He is never without his camera. Whether it’s Capture the Flag in the Ezra Stiles courtyard, Class Day, or students chatting in the Buttery, Stiles College Master Stephen Pitti takes pride in documenting Stilesian life. Jumbled amongst the pictures of family, his wife and his children on his Facebook profile, are the smiling faces of his students. It is as if the members of Ezra Stiles College have become a part of his extended family.

For Pitti, Facebook is not only a convenient way to share photos with students and their families, but also a way to casually keep tabs on the goings-on of the Stiles community.

“I can see who’s sick, who’s having a rough day. I try to take the temperature of the community, in a general way,” Pitti said. “I think of it as a broad temperature more than anything specific — what the stress level is like in college, what people are excited about or interested in.”

Yet, the presence of masters, professors and even our parents on Facebook is still uncomfortable, especially to younger, first-generation Facebook users. Issues of authority and privacy run rampant. Where do you draw the line between respectful distance and TMI?

It was not long ago that social media sites like Facebook were almost exclusively utilized by young people. It was a safe place for students to express themselves separate from the scrutiny of parents and teachers. But things have drastically changed. Facebook is no longer just a forum for the young. It has expanded its membership and allows companies and organizations to form networks, introducing older generations to the once youth-dominated site.

And with new features added every couple of months (think larger photos and Spotify updates in your News Feed), our already public profiles have become even more accessible. They have become virtual first impressions. Now, we must constantly ask ourselves — before we post those pictures from last night or make suggestive comments — how much we want to let others see, especially when the authoritative figures in our lives are increasingly tuned in.

“Facebook has become an inevitable ‘next step’ beyond just knowing someone,” Pedro Javier ’14 said. “Having access to a person’s life the way we are able to do so on Facebook tacitly expresses a certain degree of trust. It’s a way to further connect with a person.”

Trust is certainly a factor when deciding whom to add as a friend or what friend requests to accept. If a student does decide to befriend a professor on Facebook, they are giving him or her access to a circle usually reserved for our friends and those within our age group.

Along with trust is the issue of hindering the student-teacher dynamic. In the classroom, we assume very professional roles when interacting with our instructors. This has to do, in part, with the amount of power they have over our academic futures. Being friends with that same professor on Facebook often blurs the line between classroom formality and chatroom openness.

“I friended [a] professor, but only after she wasn’t my professor anymore,” Javier said. Even though I assumed a friendly dynamic with her after classes, I just felt I wanted to wait until she wasn’t technically my ‘superior.’”

But some professors bring the classroom into the world of social networking.

Michael Farina, a senior lector in the Italian Department, uses Facebook as a learning tool to help students feel comfortable speaking and writing in Italian. He creates groups on Facebook where students from each of his sections can converse with each other in Italian. Some of his assignments include leaving comments on a student’s pictures while using certain verbs or grammatical techniques.

“In learning a language, community is very, very important as are ‘affective factors’ in secondary language acquisition,” Farina said. “You want to have students very at ease with you and also very at ease with one another. And Facebook allows that.”

But sometimes the combination of instant access and informality can contribute to misunderstandings in student-teacher relationships.

According to one student, who wished to remain anonymous, a male professor used Facebook as a means to get closer to her. She said the professor would show up at the same events, publicized on Facebook, that she attended and constantly left comments on her pictures. He even mentioned that he spent more time on Facebook once he became friends with her. She eventually had to tell him to back off, something she said was not prepared to do.

“Facebook made it so that he could be constantly involved in my life without my even talking to him or saying things to him myself,” the student said. “He knew what I was doing.”

And then there is the issue of whether authority in the classroom translates to authority online. If a student posts something that is offensive or threatening to another student and it shows up on a professor’s News Feed, do they have the right to confront that student?

According to Yale Executive Committee Secretary Dean Pamela George, there has only been one case in which a professor confronted a student about a comment on another social media site, Twitter. Issues stemming from Facebook posts have never been serious enough to reach the committee, she said.

For School of Art professor Anna Betbeze, who is also active on Facebook, it is more an issue of discretion.

“While students are in school, there needs to be that separation,” she said. “I don’t want that accountability.”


[WHAT TO PRODUCE]:
Begin with the line in which "Locate an element on the screen." appears and end with the final line of the entries. Retype each one exactly and add nothing.

[DATA TO USE]:
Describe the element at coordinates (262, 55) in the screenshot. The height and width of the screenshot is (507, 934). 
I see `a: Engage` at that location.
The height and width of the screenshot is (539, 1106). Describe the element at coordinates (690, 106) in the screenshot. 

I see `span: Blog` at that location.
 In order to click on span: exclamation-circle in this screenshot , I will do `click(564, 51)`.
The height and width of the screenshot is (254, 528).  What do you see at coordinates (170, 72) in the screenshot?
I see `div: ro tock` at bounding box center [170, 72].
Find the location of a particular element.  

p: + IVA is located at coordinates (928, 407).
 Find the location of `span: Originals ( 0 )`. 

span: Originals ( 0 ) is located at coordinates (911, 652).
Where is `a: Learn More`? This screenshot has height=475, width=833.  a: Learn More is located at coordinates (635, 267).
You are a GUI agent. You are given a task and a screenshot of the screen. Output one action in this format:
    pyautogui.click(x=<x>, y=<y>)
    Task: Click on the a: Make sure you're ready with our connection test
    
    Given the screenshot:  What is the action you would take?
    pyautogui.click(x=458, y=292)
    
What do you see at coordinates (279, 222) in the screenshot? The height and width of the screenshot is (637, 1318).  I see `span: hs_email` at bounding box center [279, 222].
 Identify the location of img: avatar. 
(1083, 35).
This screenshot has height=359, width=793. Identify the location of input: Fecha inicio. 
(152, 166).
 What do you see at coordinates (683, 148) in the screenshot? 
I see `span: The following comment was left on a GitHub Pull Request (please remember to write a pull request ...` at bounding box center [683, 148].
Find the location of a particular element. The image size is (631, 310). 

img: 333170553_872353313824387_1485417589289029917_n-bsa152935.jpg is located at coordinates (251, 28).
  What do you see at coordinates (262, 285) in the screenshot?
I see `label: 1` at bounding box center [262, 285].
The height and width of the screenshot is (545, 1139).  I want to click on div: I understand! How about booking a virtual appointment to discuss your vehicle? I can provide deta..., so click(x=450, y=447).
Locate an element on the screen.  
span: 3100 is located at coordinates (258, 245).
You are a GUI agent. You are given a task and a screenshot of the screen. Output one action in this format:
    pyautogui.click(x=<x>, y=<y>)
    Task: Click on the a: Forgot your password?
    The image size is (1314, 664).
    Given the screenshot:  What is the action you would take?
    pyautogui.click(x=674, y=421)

[FINAL ANSWER]:
Locate an element on the screen.  
span: 3100 is located at coordinates (258, 245).
You are a GUI agent. You are given a task and a screenshot of the screen. Output one action in this format:
    pyautogui.click(x=<x>, y=<y>)
    Task: Click on the a: Forgot your password?
    The image size is (1314, 664).
    Given the screenshot:  What is the action you would take?
    pyautogui.click(x=674, y=421)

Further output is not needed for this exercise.